Archive for July, 2009

Competing in the Web Publishing Space

In 1999, you used to hear, “It’s hard to compete with free.”  The sustainability of free gave way to ad supported for many content sites.  Near 2004 user generated content exploded.  Video.  Social Networking.  Blogging.  Photo sharing.  A host of issues made it difficult to monetize the content with ads.  Some advertisers didn’t trust the content.  Other publishers chased growth over money.

That left us in a strange spot at the end of 2008 and it’s getting stranger in 2009.

The ad market has crumbled - internal YieldBuild numbers have it down about 30%.  International growth seems to be picking up.  That’s the case with HubPages.com - growing faster internationally than domestically.  It’s also true for Youtube, and Facebook.  While it’s difficult to make money in the US from ads, it’s even more difficult to do it overseas.

If you’re in the web publishing ad supported space, I think you need to pay close attention to who you’re competing with if you want ad dollars or to be #1 in your category.

First, if you are competing against Twitter.  They don’t care about making money and don’t need to make a profit.  They’ll have more features and more growth than you if you do.  If you pursue a revenue model over growth and find a business model that works in the space, they’ll jump on it.  So, they focus on growth.  You work to make a profit.  And then they will capitalize on your business model innovation because the have the scale.

Second, if you are competing against blogs.  Bloggers will create high quality content at a fraction of the cost of professionals.  Bloggers work from home and have very little overhead.  Large organizations have much higher cost structures.  Scaling in journalism isn’t what it used to be now that distribution is free online.  Just to put some math around it.  I think a blogger can earn 1/2 of the CPMs of a big outfit and still have better profitability because of their lower cost structure.

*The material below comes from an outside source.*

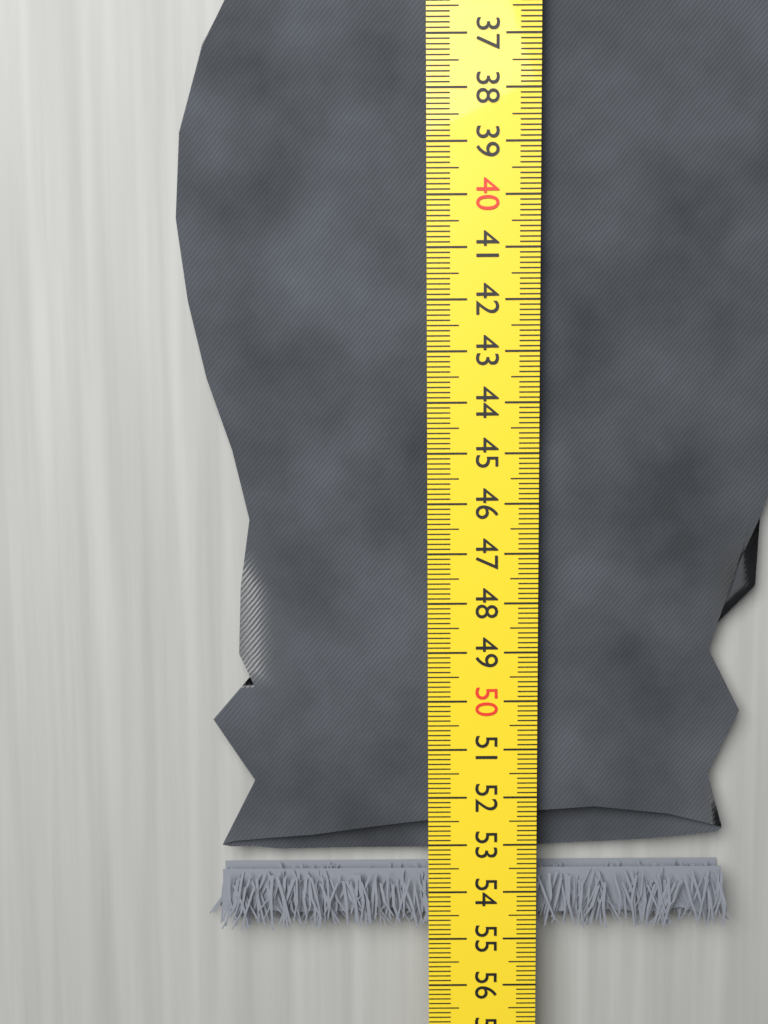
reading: 54.9 cm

Third, if you are growing faster internationally, this is going to cost more and earn less.  It’s going to be a lot worse if you have high delivery and storage costs like video.   The NYT did a good story on this.

The most efficient will survive.  My rule of thumb is that a company (with an office) should have less than one to two writers for every 1 million visitors their site has per month from the US.  Make your business work under this guideline and you’ll be fine.  Under this guideline, the New York Times online should have 12 - 24 fulltime writers.  I’m curious what AOL is doing with 1500 writers.

SEO Strategies for Bing

In search engine optimization for the natural results, people optimize for Google first, Yahoo second and rarely Microsoft (MSN, Live, and now Bing).  Now with 30% share - assuming that holds until it gets released, people will need to brush up on their Bing skills.  Bing SEO Tips - PDF.

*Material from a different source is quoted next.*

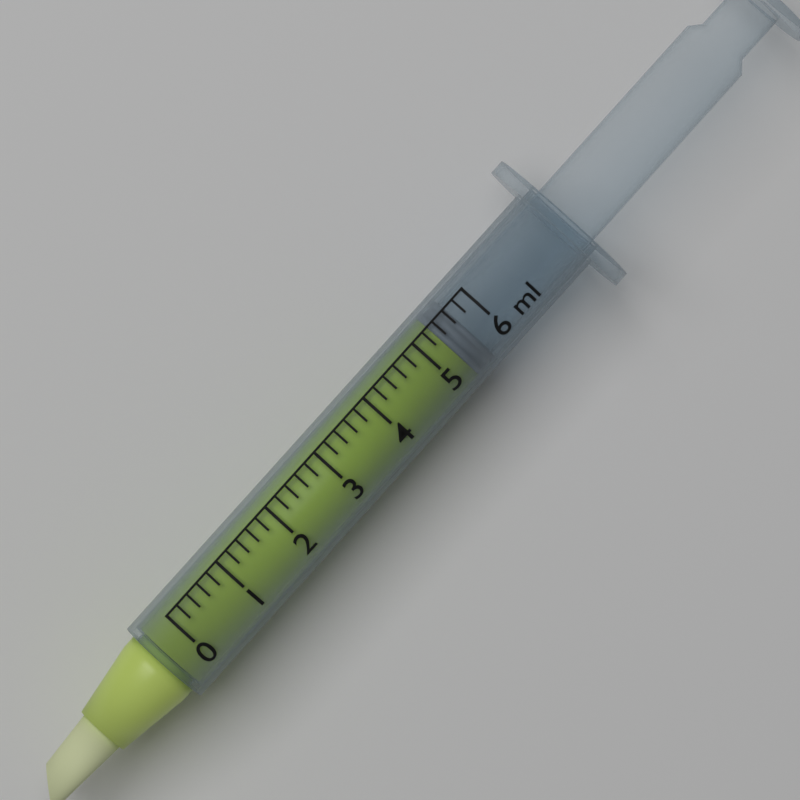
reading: 5.3 ml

I’ve always felt that the SEO community was super important to search.  Bing’s increased invisibility with SEOs should be another plus for Microsoft in this deal.

Behavioral Targeting

I’ve been surfing the web and watching tea ads follow me around.  I actually drink quite a bit of tea, but I don’t drink diet drinks, so the diet tea ads are no good.  But.  But if they had really good targeting, they might know that my car could die any moment, and although I check out used 911s with tiptronic transmissions, I’m much more interested in an Accord.  And.  I don’t have a watch, but there is an off beat chance that I might buy a dress watch from Costco if they had that Omega that I saw at the Mountain View Costco available.

Perhaps I’m leaving a trail online that indicates I may be in the market for an Accord and an Omega (besides this explicit post).  For behavioral targeting to work, three things have to happen.  Some user data has to signal intent (my searching and browsing).  That intent needs to be captured (cookies and pixels).  Then another event needs to trigger the delivery of an ad (Ad exchange recognizes me).  If all of these things line up, the chances of a relevant ad increases and it might just lead to a sale.

This leads me to two beliefs, the person with the best data can deliver the most relevant ads.  The person with the most ads has the best chance at being able to match an ad to the data.

With Yahoo’s deal today, did they increase their data asset and will they create access to more ads?  If they did, this may very well be a good deal for them.

Mac Users Are Early Adopters?

Over on Fred Wilson’s blog he asked for thoughts on if Mac and PC user read blogs differently.  I do think that over the last few years, Macs have moved from the platform for educators to the platform for developers.  And.  Developers are early adopters.

If I’ve noticed one trend, Ruby/Rails engineers prefer Macs.  It’s easy to set the Ruby on Rails development environment on a Mac and Macs double nicely as an everyday machine.  This may go all the way back to when Mac chose to use a Linux Kernel and how well Macs work with open source software.  A great strategic move in my opinion.

I may be taking a leap here, but Macs have created an everyday platform that services developers well.  Those developers are early adopters of new services - My best guess as to why more Mac users read blogs from twitter than PC Users.  Like crossing the chasm, these are the users that form the beach head for mass adoption.  I suspect as these new services become more mainstream that usage will reflect the marketshare of the OS over time as it relates the usage of any service/blog.